Sujet : Re: 2N=E
De : wolfgang.mueckenheim (at) *nospam* tha.de (WM)
Groupes : sci.mathDate : 30. Oct 2024, 16:27:58
Autres entêtes
Organisation : A noiseless patient Spider
Message-ID : <vftj9t$26ql2$1@dont-email.me>
References : 1 2 3 4 5 6 7 8 9 10 11 12 13 14 15 16 17 18 19 20 21 22 23 24
User-Agent : Mozilla Thunderbird
On 29.10.2024 18:19, Jim Burns wrote:
On 10/28/2024 4:01 PM, WM wrote:
Relevant is only that
the density in the interval is halved,
the number remains,
the interval is doubled.
For each finite ordinal n
there is a larger finite double n+n
For each finite double n+n
there is a larger finite ordinal n+n+1
The finite ordinal interval and
the finite double interval are the same.
'Infinite' does not mean what you want it to mean.
I have no preference.
If infinity is complete, the we can double all natural numbers with the result
(0, ω)*2 = (0, ω*2). The some products are in the interval (ω, ω*2). Then your claim concerns only the elements of the potentially infinite collection of definable numbers.
If infinity is only potential, then your claim concerns all numbers. Reason: When all existing numbers are doubled then larger numbers are created but those can be natural numbers because the multiplied first set was not complete.
Note: It is impossible that all doubled numbers of an interval are elements of this interval. If someone claims this, then he is a fool.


ABOUT THIS EXERCISE – Read the lines of the data below and retrieve those with "containing".

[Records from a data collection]
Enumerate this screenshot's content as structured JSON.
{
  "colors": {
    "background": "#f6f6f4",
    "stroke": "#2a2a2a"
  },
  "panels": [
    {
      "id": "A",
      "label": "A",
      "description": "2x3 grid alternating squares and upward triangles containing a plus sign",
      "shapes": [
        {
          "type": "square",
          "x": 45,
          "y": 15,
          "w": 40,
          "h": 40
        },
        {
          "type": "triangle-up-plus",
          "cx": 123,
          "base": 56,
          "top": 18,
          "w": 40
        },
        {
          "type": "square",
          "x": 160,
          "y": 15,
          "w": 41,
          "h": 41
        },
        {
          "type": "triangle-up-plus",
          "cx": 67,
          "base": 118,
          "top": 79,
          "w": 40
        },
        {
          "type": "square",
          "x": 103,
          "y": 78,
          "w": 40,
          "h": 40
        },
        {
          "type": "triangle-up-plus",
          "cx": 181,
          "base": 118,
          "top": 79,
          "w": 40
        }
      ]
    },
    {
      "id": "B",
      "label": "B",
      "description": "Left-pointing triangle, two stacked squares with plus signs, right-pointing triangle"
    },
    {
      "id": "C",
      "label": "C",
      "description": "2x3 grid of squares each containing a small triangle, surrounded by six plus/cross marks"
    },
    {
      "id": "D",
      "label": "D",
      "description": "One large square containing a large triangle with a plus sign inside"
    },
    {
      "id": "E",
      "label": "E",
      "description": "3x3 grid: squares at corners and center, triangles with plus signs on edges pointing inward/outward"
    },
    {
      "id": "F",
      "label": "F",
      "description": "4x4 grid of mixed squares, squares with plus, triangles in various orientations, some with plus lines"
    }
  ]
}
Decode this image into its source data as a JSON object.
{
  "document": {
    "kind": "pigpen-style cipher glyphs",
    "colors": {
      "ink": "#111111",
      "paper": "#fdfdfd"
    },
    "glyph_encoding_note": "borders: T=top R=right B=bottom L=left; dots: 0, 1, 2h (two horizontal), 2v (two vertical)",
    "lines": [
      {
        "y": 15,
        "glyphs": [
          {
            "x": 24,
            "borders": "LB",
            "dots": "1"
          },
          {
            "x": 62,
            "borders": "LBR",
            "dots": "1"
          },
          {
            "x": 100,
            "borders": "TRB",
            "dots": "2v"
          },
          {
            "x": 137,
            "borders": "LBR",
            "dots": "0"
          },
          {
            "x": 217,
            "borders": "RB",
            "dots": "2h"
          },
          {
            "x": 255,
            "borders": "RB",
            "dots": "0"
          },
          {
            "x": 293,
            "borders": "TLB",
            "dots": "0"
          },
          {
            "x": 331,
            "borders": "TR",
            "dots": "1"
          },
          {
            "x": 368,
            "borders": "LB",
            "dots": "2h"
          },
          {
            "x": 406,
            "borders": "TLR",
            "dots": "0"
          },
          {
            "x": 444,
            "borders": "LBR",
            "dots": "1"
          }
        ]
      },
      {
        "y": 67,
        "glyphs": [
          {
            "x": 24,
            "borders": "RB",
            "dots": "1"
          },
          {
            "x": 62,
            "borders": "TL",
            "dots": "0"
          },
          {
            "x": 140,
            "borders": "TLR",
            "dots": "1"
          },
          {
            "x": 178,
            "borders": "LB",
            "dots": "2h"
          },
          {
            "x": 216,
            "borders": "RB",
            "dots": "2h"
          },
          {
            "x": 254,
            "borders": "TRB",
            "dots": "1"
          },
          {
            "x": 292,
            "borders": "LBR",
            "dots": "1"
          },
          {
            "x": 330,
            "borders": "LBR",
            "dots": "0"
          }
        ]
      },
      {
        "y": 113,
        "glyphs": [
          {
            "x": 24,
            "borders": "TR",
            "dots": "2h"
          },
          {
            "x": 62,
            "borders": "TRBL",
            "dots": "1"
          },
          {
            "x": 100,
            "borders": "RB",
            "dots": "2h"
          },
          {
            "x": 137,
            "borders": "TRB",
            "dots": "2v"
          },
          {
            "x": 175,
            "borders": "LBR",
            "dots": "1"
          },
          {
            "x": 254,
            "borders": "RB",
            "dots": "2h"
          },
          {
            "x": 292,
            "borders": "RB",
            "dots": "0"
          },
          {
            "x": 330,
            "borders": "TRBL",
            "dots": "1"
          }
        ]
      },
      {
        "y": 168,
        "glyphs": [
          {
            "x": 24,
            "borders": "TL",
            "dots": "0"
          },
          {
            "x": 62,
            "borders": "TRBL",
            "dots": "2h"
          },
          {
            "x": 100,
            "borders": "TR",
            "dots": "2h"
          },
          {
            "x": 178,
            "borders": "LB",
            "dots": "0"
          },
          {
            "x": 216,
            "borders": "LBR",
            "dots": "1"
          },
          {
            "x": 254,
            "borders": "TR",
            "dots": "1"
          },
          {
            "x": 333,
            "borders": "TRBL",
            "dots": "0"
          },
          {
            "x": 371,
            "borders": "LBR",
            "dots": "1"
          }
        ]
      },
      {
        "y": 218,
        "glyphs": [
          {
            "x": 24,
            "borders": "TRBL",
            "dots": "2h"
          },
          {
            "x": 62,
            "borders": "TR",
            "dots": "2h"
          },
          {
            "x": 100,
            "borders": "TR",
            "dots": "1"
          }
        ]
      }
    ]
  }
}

==

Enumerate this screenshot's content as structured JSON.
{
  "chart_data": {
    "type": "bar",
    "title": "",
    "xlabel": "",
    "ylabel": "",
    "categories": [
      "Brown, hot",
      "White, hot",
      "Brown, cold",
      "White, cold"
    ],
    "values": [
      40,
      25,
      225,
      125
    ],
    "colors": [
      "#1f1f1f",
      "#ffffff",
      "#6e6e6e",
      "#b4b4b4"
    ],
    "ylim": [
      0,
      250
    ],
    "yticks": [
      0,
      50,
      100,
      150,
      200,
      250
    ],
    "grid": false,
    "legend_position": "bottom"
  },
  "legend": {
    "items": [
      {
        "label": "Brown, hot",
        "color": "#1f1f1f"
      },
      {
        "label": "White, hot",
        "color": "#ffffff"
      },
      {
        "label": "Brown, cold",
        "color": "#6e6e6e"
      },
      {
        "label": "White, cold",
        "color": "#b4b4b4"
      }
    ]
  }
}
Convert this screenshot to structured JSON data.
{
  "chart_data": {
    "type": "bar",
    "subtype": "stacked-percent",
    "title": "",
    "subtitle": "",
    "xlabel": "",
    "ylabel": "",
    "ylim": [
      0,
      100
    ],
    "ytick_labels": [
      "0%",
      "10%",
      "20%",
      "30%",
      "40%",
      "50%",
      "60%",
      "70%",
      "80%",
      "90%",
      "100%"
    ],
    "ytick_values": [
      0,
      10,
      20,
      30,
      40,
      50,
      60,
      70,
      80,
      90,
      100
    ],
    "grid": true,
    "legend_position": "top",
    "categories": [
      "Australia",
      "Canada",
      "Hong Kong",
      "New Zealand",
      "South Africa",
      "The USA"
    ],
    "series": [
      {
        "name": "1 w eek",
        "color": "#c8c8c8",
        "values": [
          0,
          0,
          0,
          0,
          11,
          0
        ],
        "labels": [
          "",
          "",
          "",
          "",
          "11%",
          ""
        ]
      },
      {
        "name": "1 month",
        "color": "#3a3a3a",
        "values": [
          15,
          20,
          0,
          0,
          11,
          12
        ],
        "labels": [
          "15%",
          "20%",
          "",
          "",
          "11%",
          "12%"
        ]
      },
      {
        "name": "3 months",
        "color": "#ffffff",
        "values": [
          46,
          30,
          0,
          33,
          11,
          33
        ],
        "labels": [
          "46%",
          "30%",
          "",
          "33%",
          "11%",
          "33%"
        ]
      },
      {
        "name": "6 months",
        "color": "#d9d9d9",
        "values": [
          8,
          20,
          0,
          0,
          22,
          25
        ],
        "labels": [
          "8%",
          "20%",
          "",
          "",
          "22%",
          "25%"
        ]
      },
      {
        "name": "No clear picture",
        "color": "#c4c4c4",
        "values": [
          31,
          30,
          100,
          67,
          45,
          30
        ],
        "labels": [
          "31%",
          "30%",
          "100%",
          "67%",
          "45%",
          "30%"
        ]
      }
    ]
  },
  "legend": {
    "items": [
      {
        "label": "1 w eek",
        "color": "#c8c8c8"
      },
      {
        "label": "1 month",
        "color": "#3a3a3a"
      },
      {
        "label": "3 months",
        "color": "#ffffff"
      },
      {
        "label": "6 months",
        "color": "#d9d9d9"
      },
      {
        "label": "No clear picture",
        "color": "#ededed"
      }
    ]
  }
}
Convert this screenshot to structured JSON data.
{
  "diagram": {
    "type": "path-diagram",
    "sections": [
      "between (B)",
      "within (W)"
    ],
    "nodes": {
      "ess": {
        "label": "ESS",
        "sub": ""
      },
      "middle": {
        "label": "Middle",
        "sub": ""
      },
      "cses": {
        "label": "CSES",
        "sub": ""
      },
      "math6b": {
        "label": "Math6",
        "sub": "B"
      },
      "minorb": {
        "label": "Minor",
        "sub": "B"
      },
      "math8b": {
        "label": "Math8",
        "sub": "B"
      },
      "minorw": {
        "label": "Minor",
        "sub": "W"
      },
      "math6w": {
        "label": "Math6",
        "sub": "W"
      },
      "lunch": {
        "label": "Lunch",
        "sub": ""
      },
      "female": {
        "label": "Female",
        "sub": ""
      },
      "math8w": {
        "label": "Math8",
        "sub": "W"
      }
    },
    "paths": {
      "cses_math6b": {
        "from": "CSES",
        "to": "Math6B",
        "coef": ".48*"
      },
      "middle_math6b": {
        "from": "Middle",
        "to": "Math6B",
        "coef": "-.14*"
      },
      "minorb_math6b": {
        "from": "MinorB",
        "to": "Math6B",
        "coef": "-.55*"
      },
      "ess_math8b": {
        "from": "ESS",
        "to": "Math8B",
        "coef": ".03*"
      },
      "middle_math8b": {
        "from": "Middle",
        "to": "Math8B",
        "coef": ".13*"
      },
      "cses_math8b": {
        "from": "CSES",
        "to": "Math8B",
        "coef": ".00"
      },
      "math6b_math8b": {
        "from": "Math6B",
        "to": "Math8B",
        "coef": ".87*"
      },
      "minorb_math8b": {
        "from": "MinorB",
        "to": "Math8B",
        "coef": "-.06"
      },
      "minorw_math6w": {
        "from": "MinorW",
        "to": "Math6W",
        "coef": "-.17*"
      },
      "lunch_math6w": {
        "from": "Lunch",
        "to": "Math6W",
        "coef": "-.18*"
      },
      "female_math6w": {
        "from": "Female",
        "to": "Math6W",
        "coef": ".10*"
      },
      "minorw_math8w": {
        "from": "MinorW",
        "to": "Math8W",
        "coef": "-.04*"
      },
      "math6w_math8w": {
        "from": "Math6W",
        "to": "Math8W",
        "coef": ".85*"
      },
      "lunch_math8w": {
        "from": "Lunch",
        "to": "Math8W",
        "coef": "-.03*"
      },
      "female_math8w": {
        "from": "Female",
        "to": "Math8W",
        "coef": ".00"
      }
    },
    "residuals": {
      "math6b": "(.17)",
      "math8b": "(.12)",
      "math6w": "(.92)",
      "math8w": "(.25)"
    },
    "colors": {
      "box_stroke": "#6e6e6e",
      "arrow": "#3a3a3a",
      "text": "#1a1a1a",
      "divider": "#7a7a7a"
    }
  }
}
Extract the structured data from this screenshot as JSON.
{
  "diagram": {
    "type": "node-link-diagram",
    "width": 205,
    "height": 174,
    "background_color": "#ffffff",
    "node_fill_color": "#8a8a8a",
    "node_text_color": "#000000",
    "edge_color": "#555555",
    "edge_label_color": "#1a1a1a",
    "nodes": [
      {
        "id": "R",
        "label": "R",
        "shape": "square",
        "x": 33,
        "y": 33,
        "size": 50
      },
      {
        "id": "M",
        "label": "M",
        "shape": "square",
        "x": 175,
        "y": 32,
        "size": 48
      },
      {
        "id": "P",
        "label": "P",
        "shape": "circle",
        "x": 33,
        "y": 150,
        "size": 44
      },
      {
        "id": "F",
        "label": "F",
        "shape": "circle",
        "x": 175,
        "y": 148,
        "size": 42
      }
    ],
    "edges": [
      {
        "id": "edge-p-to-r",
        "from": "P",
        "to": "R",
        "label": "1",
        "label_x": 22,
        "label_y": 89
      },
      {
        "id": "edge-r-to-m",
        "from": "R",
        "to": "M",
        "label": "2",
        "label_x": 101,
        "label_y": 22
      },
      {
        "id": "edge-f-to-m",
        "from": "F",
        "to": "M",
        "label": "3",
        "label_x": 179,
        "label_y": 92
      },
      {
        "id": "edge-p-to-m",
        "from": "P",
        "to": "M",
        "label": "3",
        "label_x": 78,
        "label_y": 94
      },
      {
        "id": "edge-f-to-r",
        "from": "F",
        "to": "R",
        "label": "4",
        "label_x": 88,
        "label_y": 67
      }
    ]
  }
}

---

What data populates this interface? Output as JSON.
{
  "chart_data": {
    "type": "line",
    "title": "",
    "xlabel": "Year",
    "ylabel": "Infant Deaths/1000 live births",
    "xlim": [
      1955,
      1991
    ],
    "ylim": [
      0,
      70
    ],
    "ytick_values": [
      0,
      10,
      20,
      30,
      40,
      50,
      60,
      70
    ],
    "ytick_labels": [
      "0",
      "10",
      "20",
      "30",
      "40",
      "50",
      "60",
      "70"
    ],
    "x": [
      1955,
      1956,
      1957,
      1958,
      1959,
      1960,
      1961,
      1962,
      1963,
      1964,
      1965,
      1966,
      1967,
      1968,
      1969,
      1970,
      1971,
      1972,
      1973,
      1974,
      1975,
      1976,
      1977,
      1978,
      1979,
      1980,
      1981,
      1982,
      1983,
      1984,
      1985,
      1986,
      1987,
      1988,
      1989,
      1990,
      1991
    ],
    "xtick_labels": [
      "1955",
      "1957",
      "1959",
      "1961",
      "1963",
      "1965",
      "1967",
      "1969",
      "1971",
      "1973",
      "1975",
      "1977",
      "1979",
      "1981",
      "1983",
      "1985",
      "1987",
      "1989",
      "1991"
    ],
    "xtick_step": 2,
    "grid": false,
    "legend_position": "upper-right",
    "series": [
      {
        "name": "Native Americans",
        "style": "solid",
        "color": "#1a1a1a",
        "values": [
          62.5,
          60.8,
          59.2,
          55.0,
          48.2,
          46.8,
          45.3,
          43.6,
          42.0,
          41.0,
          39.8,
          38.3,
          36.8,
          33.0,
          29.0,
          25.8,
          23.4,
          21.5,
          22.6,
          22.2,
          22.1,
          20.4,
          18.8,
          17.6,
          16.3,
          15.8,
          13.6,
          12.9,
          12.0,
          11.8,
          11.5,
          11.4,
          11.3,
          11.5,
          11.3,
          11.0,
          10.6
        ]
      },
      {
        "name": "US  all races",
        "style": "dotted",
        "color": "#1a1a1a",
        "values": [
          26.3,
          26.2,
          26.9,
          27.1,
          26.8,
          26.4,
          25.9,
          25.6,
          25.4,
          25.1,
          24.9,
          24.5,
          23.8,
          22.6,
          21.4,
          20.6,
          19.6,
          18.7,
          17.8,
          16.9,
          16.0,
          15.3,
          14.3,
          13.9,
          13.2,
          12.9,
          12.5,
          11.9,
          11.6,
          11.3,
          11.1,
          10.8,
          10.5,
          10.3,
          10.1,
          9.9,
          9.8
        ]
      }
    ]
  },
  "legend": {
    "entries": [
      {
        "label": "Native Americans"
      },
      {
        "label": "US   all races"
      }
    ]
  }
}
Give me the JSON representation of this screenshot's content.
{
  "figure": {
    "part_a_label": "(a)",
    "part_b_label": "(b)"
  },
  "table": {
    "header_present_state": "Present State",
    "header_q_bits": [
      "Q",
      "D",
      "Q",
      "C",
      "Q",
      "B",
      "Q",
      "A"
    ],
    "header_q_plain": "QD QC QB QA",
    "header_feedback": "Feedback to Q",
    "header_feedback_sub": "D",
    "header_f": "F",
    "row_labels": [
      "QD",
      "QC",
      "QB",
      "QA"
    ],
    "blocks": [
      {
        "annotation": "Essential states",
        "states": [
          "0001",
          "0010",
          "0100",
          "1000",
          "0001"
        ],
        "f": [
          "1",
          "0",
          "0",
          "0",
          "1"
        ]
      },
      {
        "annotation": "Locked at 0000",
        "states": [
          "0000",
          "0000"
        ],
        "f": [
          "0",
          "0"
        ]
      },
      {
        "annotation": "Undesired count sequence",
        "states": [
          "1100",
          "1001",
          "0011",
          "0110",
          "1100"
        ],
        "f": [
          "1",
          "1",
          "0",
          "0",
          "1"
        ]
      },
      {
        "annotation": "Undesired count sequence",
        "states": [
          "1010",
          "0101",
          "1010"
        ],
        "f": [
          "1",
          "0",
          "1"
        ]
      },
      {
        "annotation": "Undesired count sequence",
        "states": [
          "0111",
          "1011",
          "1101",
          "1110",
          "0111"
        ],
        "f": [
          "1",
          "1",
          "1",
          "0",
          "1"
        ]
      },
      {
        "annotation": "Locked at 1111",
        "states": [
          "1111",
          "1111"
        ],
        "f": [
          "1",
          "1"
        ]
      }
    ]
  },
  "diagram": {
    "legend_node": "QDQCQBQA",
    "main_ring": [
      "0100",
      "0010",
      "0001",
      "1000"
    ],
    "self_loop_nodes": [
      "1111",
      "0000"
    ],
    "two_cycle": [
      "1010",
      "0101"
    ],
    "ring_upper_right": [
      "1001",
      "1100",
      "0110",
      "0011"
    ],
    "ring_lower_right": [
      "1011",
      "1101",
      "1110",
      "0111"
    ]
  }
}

ANSWER BOX –
      "description": "2x3 grid alternating squares and upward triangles containing a plus sign",
      "description": "2x3 grid of squares each containing a small triangle, surrounded by six plus/cross marks"
      "description": "One large square containing a large triangle with a plus sign inside"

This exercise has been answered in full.